Now that Easley & Co. have focused public attention on government transparency, this report comes out. As summarized in this Greensboro News-Record article:
"North Carolina scores only a hair's breadth above a C in the latest national report card on government management.
At least it isn't New Hampshire, which rated a D-plus. But it isn't Virginia, Utah or Washington, either, which scored the only A's (A-minuses) in the nation.
The less-than-stellar B-minus comes in a Pew Center evaluation of state governments."
More from the N-R article:
"'As things stand,' the report says, 'the governor's budget document is the place where the transparency ends. Some budget information published by the legislature can be difficult even for experts to follow,' the report adds, 'and public input in legislative hearings is in most cases severely limited.'
The study does not even mention perhaps the most irksome feature of the state budgeting process, where lawmakers slip additions into the final budget bill at the 11th hour, devoid of any meaningful debate or discussion."
Greater transparency on behalf of our state government is something I address in our recently released Budget Blueprint, with the following recommendations:
- Create a transparency Web site.
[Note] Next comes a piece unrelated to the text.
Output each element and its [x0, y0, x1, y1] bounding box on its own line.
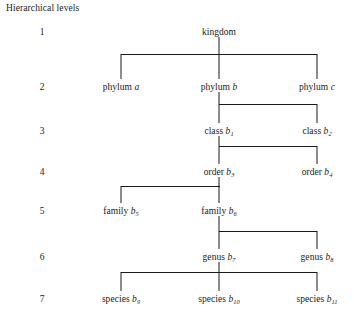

Like the federal government and several other states, North Carolina should create a free, publicly searchable and user-friendly Web site that publishes every aspect of state government spending. The Web site should also provide information on tax credits and grants provided to businesses, nonprofits, community development projects, and other entities.
- Follow procedural rules when crafting the budget. The Legislature should be held publicly accountable by disclosing on the General Assembly Web site every item and provision that violates procedural rules. Unbeknownst to most voters, the General Assembly violated its own rules more than 100 times last session by including new budget items and provisions at the last minute (after both chambers passed a version of the budget); changing items that had already been agreed to in both chambers’ budgets; and providing more money for items than was proposed in either chamber’s budget.
The time is right for North Carolina state lawmakers to do the right thing and open up their books so that average taxpayers can easily see how their tax dollars are being spent.
The e-mail panel Governor Easley has named is HEAVILY stacked to favor less transparency in government. Just one of the members, Ned Cline, is not a current employee of government at one level or another. Four of them could be considered to work directly for the governor in the executive branch. That would be a majority of the panel for math challenged individuals. The advisor to the panel also works for the state.
Does anyone think eight individuals, drawing taxpayer funded salaries, are going to make any dramatic changes that might make government more open and transparent - including their own job?
Who is representing the press? Who is representing groups advocating for open government? Who is representing the taxpayer who pays for all of this? Oh yeah, Sunshine Week was last week, we don't need to worry about any of that anymore.
I can't wait until next March to once again celebrate "Sunshine Week" followed by a total eclipse of the sun!
Conservative public policy institute in Raleigh.